With its red-tipped teeth and venomous saliva, the water shrew is one of the least-known residents of Wiltshire's riverbanks. Normally solitary and extremely ferocious for a creature weighing only 12-18 grammes, Neomys fodiens lives mainly near water, where it finds plentiful sources of its insect prey. 

For such a tiny creature, the water-shrew comes exceedingly well-armed with the venomous saliva it uses to stun its prey. They are also well-defended, by a foul-smelling oily substance, exuded from the scent-glands and repulsive to cats and other predators. 

The Wessex Otters and Rivers Project of the Wiltshire Wildlife Trust has started a programme aimed at recording the numbers of these tiny mammals and finding out more about their habitat in Wiltshire. Once the project gets off the ground, it should lead to the first ever comprehensive picture of how many water-shrews live in Wiltshire, and where.

The Trust held a training course at its Devizes headquarters early in September for potential trainers of water-shrew monitors.
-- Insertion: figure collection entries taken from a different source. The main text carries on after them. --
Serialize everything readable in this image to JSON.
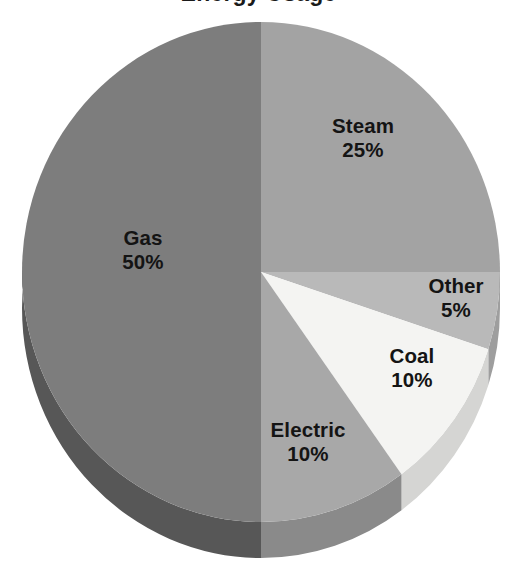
{
  "chart_data": {
    "type": "pie",
    "title": "Energy Usage",
    "title_cropped": true,
    "xlabel": "",
    "ylabel": "",
    "legend_position": "none",
    "grid": false,
    "labels_on_slices": true,
    "three_d": true,
    "start_angle_deg": 0,
    "direction": "clockwise",
    "categories": [
      "Steam",
      "Other",
      "Coal",
      "Electric",
      "Gas"
    ],
    "values": [
      25,
      5,
      10,
      10,
      50
    ],
    "unit": "%",
    "slices": [
      {
        "name": "Steam",
        "value": 25,
        "value_label": "25%",
        "color": "#a3a3a3",
        "side_color": "#8d8d8d",
        "start_deg": 0,
        "end_deg": 90
      },
      {
        "name": "Other",
        "value": 5,
        "value_label": "5%",
        "color": "#b9b9b9",
        "side_color": "#9e9e9e",
        "start_deg": 90,
        "end_deg": 108
      },
      {
        "name": "Coal",
        "value": 10,
        "value_label": "10%",
        "color": "#f4f4f2",
        "side_color": "#d5d5d3",
        "start_deg": 108,
        "end_deg": 144
      },
      {
        "name": "Electric",
        "value": 10,
        "value_label": "10%",
        "color": "#a8a8a8",
        "side_color": "#8a8a8a",
        "start_deg": 144,
        "end_deg": 180
      },
      {
        "name": "Gas",
        "value": 50,
        "value_label": "50%",
        "color": "#7d7d7d",
        "side_color": "#575757",
        "start_deg": 180,
        "end_deg": 360
      }
    ],
    "colors": {
      "background": "#ffffff",
      "text": "#141414",
      "steam": "#a3a3a3",
      "other": "#b9b9b9",
      "coal": "#f4f4f2",
      "electric": "#a8a8a8",
      "gas": "#7d7d7d"
    }
  },
  "labels": {
    "gas": {
      "name": "Gas",
      "value": "50%"
    },
    "steam": {
      "name": "Steam",
      "value": "25%"
    },
    "other": {
      "name": "Other",
      "value": "5%"
    },
    "coal": {
      "name": "Coal",
      "value": "10%"
    },
    "electric": {
      "name": "Electric",
      "value": "10%"
    }
  }
}
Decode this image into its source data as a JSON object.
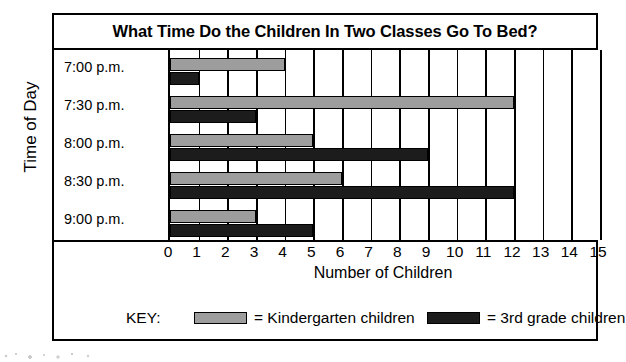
{
  "chart_data": {
    "type": "bar",
    "orientation": "horizontal",
    "title": "What Time Do the Children In Two Classes Go To Bed?",
    "xlabel": "Number of Children",
    "ylabel": "Time of Day",
    "categories": [
      "7:00 p.m.",
      "7:30 p.m.",
      "8:00 p.m.",
      "8:30 p.m.",
      "9:00 p.m."
    ],
    "series": [
      {
        "name": "= Kindergarten children",
        "short_name": "Kindergarten children",
        "color": "#9d9d9d",
        "values": [
          4,
          12,
          5,
          6,
          3
        ]
      },
      {
        "name": "= 3rd grade children",
        "short_name": "3rd grade children",
        "color": "#1c1c1c",
        "values": [
          1,
          3,
          9,
          12,
          5
        ]
      }
    ],
    "xlim": [
      0,
      15
    ],
    "xticks": [
      "0",
      "1",
      "2",
      "3",
      "4",
      "5",
      "6",
      "7",
      "8",
      "9",
      "10",
      "11",
      "12",
      "13",
      "14",
      "15"
    ],
    "grid": true,
    "grid_axis": "x",
    "legend_position": "bottom",
    "legend_key_label": "KEY:"
  },
  "colors": {
    "kindergarten": "#9d9d9d",
    "grade3": "#1c1c1c",
    "frame": "#000000",
    "background": "#ffffff"
  }
}
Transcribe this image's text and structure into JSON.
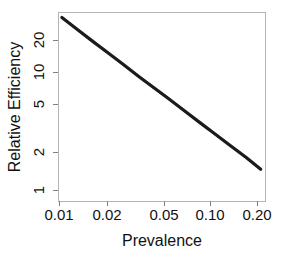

The group, which was made up of representatives of Wessex Water, English Nature and British Waterways as well as staff and volunteers from Wiltshire, Dorset and Avon Wildlife Trusts, learned how to gather evidence of the presence of water-shrews at a river site.

Water-shrews themselves are tiny, solitary and hard to see, so data on them has up to now been scarce. The only evidence of their presence is usually a heap of cases from the caddis fly, the waterborne insect that forms one of their main sources of food, or a fleeting glimpse of a black back and cream underbelly as the water-shrew scurries on its way.

Mark Satinet, the Trust's Otters and Rivers Project Officer, who ran the training course, said "The water-shrew's preference for clean, clear water, where its food is found, makes it a good indicator of a river's health. We don't know how well water-shrews are faring in the county, and we need to find out in case it is declining like the water-vole."